What does AMP have to do with anything? The fine article is about flagging potential URL homograph attacks. It's a reasonable thing for a browser to do, since those attacks are incredibly hard to spot.
I don't know why Wired clickbaited the headline like this.
The cement tiles around Building 17 at Microsoft are actually like a physical graveyard. So many dead products! The 90's CD-ROM multimedia era generated a lot of dead-end franchises.
I could see this seriously effing with software jobs. Even if a company intends to keep their noses squeaky clean, every developer hired becomes an additional risk. Companies will try to control more of the process from the top down (and that works out great LOL) and they'll try to do more with less.
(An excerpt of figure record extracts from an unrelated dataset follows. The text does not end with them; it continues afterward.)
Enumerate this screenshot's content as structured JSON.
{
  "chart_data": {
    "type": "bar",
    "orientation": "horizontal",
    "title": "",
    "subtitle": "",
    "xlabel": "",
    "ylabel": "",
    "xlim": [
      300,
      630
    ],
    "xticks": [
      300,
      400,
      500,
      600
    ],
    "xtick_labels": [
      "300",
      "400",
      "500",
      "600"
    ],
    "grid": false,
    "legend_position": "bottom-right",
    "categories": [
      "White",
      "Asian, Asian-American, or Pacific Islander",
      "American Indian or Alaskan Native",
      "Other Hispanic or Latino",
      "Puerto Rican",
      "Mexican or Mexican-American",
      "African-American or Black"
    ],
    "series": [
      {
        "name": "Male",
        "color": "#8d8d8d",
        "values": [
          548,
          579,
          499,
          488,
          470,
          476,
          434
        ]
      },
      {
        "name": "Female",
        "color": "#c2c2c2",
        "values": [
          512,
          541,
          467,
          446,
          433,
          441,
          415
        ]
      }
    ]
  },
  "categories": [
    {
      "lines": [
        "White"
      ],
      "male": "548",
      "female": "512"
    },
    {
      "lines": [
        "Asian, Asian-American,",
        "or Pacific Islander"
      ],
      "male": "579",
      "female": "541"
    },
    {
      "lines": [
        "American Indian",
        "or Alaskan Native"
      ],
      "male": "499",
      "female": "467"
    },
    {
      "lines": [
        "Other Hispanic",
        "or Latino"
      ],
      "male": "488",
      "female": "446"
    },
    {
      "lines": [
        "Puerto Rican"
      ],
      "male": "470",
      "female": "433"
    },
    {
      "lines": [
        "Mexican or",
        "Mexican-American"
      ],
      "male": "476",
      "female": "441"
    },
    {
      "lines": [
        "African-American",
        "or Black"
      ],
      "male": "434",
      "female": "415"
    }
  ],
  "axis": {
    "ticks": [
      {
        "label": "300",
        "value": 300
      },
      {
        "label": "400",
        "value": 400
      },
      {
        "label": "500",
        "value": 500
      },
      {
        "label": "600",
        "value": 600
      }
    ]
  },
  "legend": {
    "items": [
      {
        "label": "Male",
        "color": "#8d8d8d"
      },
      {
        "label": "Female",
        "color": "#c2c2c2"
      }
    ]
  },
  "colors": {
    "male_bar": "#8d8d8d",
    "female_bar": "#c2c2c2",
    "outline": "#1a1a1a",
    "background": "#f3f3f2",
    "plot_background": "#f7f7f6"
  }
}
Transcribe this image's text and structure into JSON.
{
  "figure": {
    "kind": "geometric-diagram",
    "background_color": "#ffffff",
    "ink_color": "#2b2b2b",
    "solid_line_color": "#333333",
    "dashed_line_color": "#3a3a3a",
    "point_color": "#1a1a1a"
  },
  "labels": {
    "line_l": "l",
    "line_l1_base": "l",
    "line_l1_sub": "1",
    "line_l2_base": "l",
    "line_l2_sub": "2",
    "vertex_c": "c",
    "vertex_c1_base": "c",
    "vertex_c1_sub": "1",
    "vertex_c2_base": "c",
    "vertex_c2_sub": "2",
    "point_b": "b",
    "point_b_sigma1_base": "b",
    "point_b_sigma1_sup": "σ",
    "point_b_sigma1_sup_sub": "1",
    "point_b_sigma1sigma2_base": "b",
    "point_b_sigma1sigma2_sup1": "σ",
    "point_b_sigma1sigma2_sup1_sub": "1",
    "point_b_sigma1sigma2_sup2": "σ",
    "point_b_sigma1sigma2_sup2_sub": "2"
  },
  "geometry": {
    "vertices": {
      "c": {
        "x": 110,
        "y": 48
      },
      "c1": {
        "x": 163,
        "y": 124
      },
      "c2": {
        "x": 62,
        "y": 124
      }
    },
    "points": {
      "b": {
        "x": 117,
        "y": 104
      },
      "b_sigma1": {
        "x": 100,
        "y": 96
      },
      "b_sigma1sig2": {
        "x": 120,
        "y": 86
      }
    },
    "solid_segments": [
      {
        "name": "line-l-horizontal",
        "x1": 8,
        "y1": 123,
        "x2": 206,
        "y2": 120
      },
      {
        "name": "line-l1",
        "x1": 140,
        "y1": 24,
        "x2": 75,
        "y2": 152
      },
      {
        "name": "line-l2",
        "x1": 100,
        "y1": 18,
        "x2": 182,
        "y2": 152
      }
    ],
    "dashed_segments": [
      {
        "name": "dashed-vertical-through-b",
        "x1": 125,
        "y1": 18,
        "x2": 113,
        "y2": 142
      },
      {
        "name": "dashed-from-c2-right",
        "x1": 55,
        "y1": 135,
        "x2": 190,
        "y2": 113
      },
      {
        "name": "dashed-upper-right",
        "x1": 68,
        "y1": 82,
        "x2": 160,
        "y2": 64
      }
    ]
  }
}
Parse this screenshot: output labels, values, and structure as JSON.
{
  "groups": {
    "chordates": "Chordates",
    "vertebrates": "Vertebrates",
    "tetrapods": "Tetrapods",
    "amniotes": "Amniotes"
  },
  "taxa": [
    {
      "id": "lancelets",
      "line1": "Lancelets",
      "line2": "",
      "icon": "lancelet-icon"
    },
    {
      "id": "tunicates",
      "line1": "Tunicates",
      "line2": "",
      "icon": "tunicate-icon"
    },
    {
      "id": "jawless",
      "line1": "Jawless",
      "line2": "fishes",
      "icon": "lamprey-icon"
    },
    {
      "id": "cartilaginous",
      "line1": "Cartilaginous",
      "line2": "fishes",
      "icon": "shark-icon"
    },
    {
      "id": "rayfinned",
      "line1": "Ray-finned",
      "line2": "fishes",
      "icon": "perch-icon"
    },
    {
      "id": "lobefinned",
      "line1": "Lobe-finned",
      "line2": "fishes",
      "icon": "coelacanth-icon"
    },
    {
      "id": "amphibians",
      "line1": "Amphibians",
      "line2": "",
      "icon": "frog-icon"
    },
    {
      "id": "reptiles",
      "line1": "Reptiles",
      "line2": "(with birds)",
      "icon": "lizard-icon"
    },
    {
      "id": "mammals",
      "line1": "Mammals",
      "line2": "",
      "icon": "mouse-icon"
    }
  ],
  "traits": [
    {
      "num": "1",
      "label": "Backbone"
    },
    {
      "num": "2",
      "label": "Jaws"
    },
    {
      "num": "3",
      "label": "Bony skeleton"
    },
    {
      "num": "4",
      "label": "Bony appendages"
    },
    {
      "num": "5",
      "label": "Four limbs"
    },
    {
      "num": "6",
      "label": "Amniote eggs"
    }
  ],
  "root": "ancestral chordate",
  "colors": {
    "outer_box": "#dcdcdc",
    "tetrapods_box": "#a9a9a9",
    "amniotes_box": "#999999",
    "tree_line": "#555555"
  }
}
Or GTFO of the country.
Too bad Edge doesn't support Safe Browsing mode. IIRC the API is publicly available too; MS doesn't want to swallow its pride and implement a client for it.
He said that he was going to get professional help. I doubt that a dose of empathy would take off his edge. I'm expecting that he'll come back a much more effective leader.
A lot of software projects fail. Why the blind faith that LN will inevitably get better?
ICOs are like this too. Billions of dollars are rallied for technologies that don't exist, for founders who don't exist (their headshots are usually pilfered from stock photos), for problems that don't exist. And yet, funding!
This insanity would never happen if cryptocurrency wasn't involved. The multilevel marketing energy of crypto turns off critical thinking.